In February 2016, Batsheva Hay, a former lawyer with two children, decided to remake one of the most popular vintage dresses. Designed by Laura Ashley, this dress, like most British idol costumes, combines folk craftsmanship with the pre-Raphaelite dreamy romanticism. Small long sleeves, long sleeves, a slightly tapered waist, made from dense corduroy printed with green leaves and purple roses. But the underarm fabric is worn out and then torn to repair.
Hay is a chic redhead who grew up in a secular Jewish family in Kew Gardens, Queens. Her mother, Gail Rosenberg, met her father, an Israeli research engineer, who was working for a kibbutz.
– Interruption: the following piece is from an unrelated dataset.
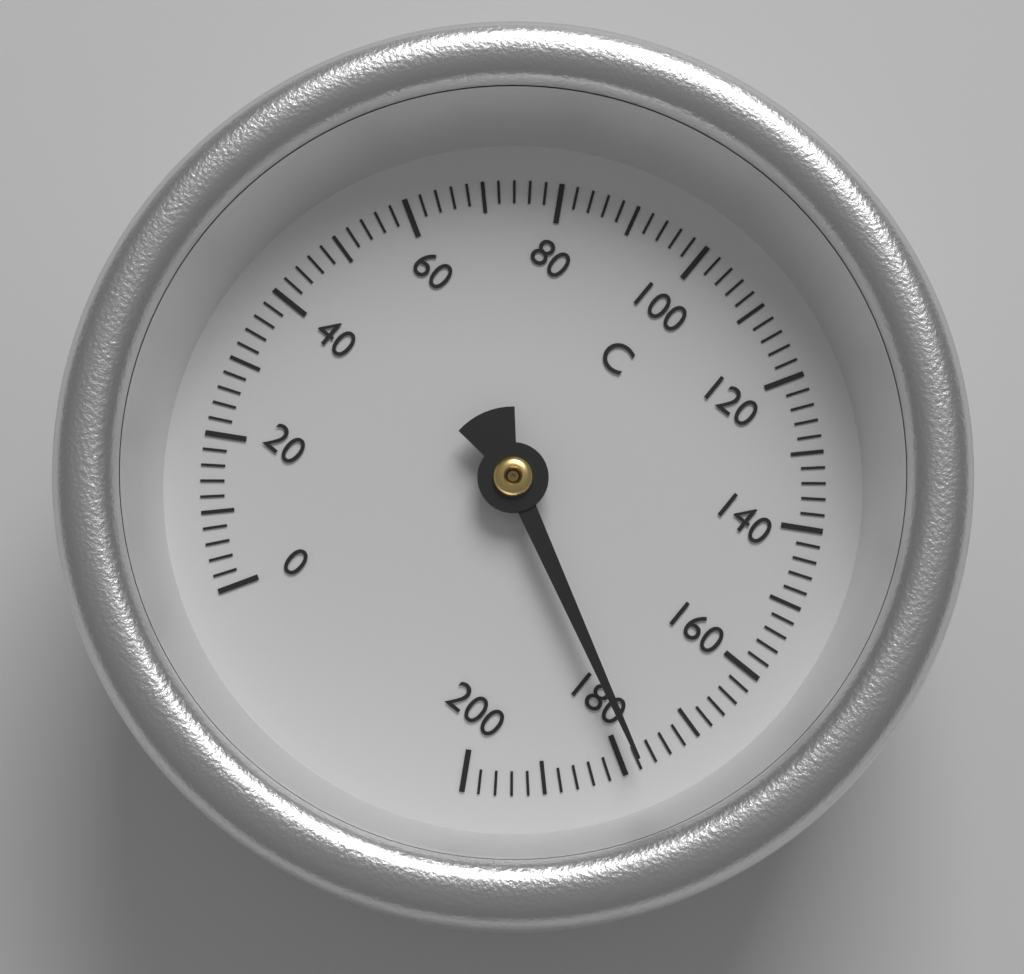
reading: 178 °C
When choosing a name for her daughter, Rosenberg was attracted to the Old Testament. She likes Yocheved and Elisheva, but settles on Batsheva after David’s desire. “I want the name of a person who is famous for beauty,” Rosenberg told me. “Beautiful, but the power is also.”
Hay has always liked retro clothes. As a teenager, she searchesed the 70’s polyester dress and Miu Miu heels in a second-hand shop. In her early twenties, when she was a lawyer, she would wear a Moschino dress and flats at the end of the day and head to the city centre. Then she began dating the famous fashion photographer Alexei Hay, who recently became an orthodox Jew. Alexei is very serious about his spiritual pursuit, but he and Hay are also interested in Orthodox clothing, his attitude and rigor. Alexei often shoots hay, and sometimes she shapes the Orthodox style for him.
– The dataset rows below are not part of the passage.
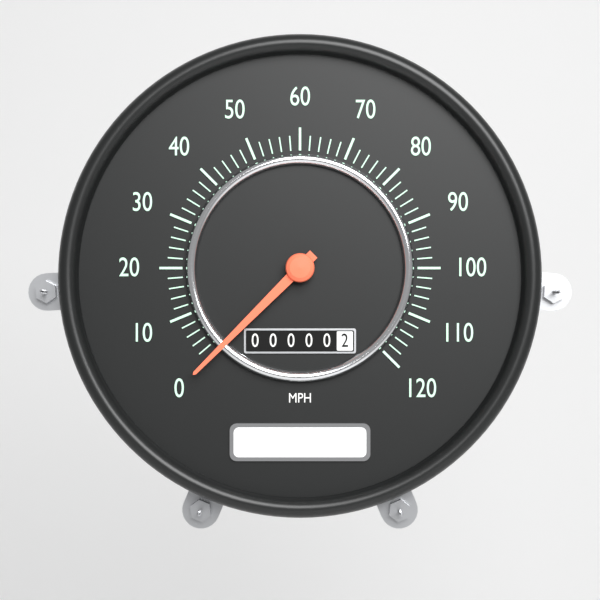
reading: 0 MPH
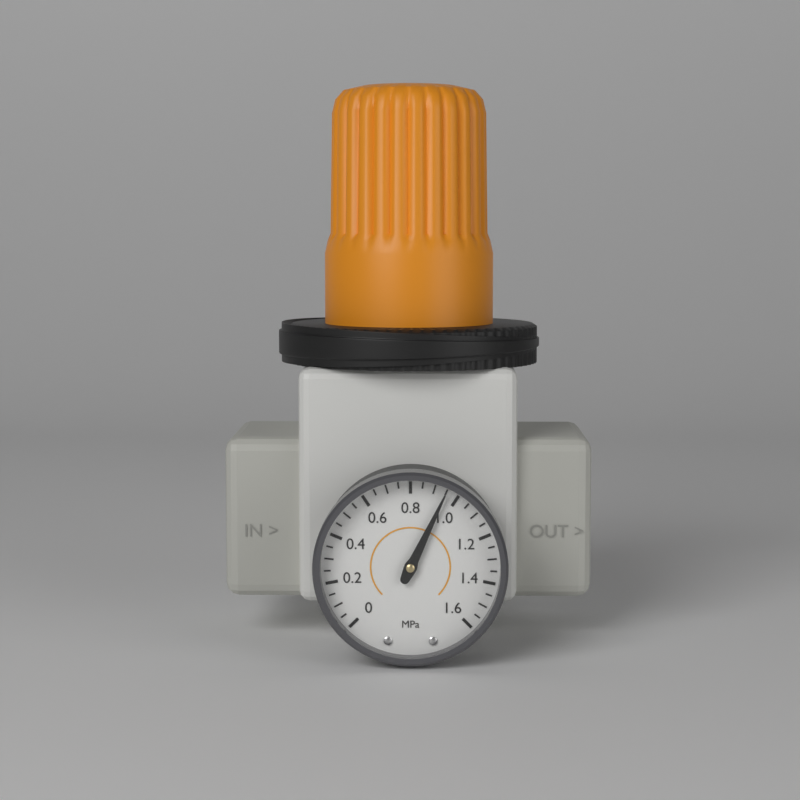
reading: 0.95 MPa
When Hay decided to recreate the Laura Ashley dress, she married Alexei and lived in the Upper West Side, where she took care of their children Ruth and Solomon and acted in the way she described the orthodox family. She told me that sometimes, she was restless, she looked at two photos in Cindy Sherman’s “Untitled Movie Stills”, shot in the 1970s, Sherman wearing a paisley skirt and knee-high Boots, as an angry housewife. “They remind me of the ‘Kinderwhore’ aesthetic of Courtney Love,” she said. “How she shaped the appearance of this virgin, but the opposite is true.”
A tailor in Manhattan’s clothing district told Hay that it cost $250 to make a pattern, so she decided to make several dresses on different fabrics on eBay, some of which were used to make interiors. And, she thought, why not make some changes to the cut? “It doesn’t really have a lot of sleeves – the arms are straight,” Hay recalls. “I said, ‘Let’s blow it up, let’s add a collar.'” This new dress has a tighter waist, a high collar, extra hem and shoulders, and you can wear a few tennis balls. She said, “Really there.”
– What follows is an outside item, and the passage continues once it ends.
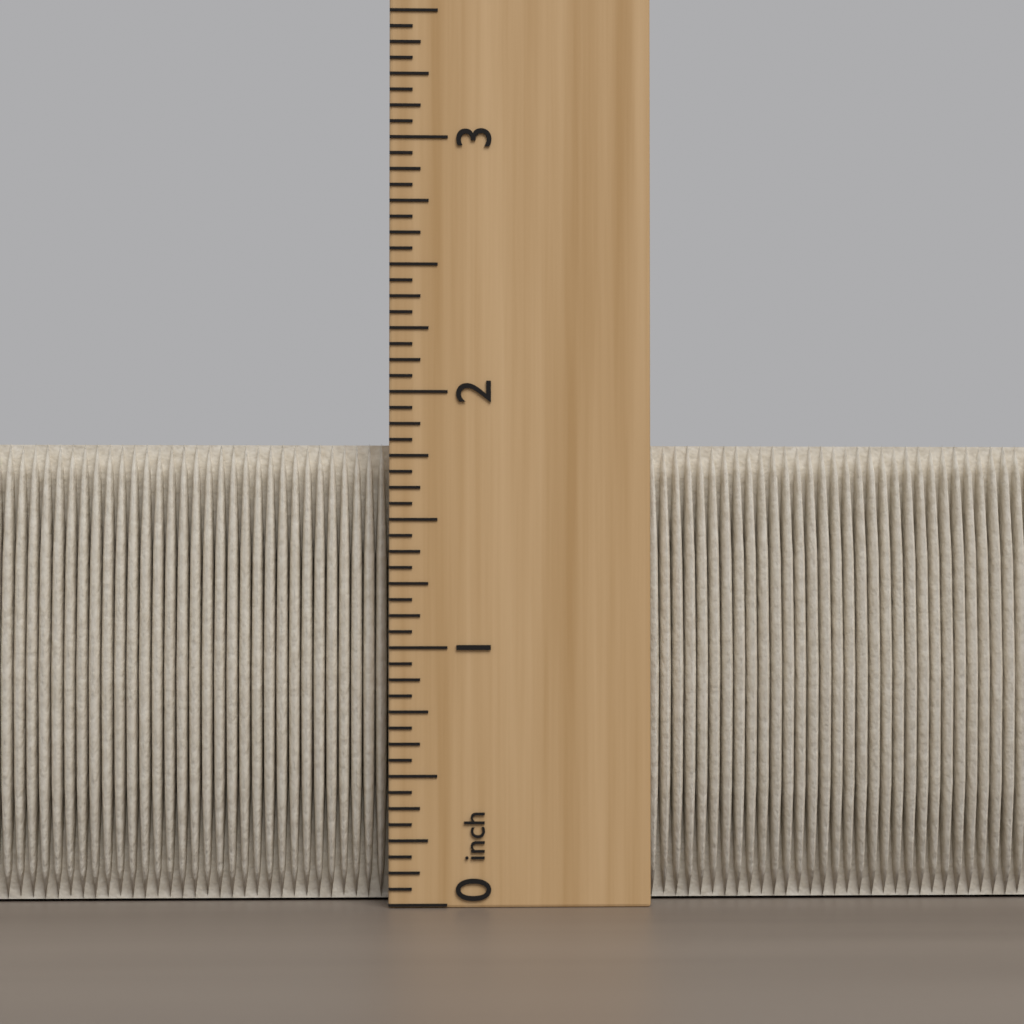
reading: 1.8125 inch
When Hay pushed the stroller along the streets of the Upper West Side in her work, she found herself often praised. Excited about the prospects of the new business, she searched online for the costumes of the 1960s and 1970s, many of them girls, and let them remake themselves: mint green sailor costumes, black rickrack trims; gray printed aprons. She also designed a version for her daughter. She built a website to sell moms and my clothes, but no one bought the size of the child; people want adult dresses.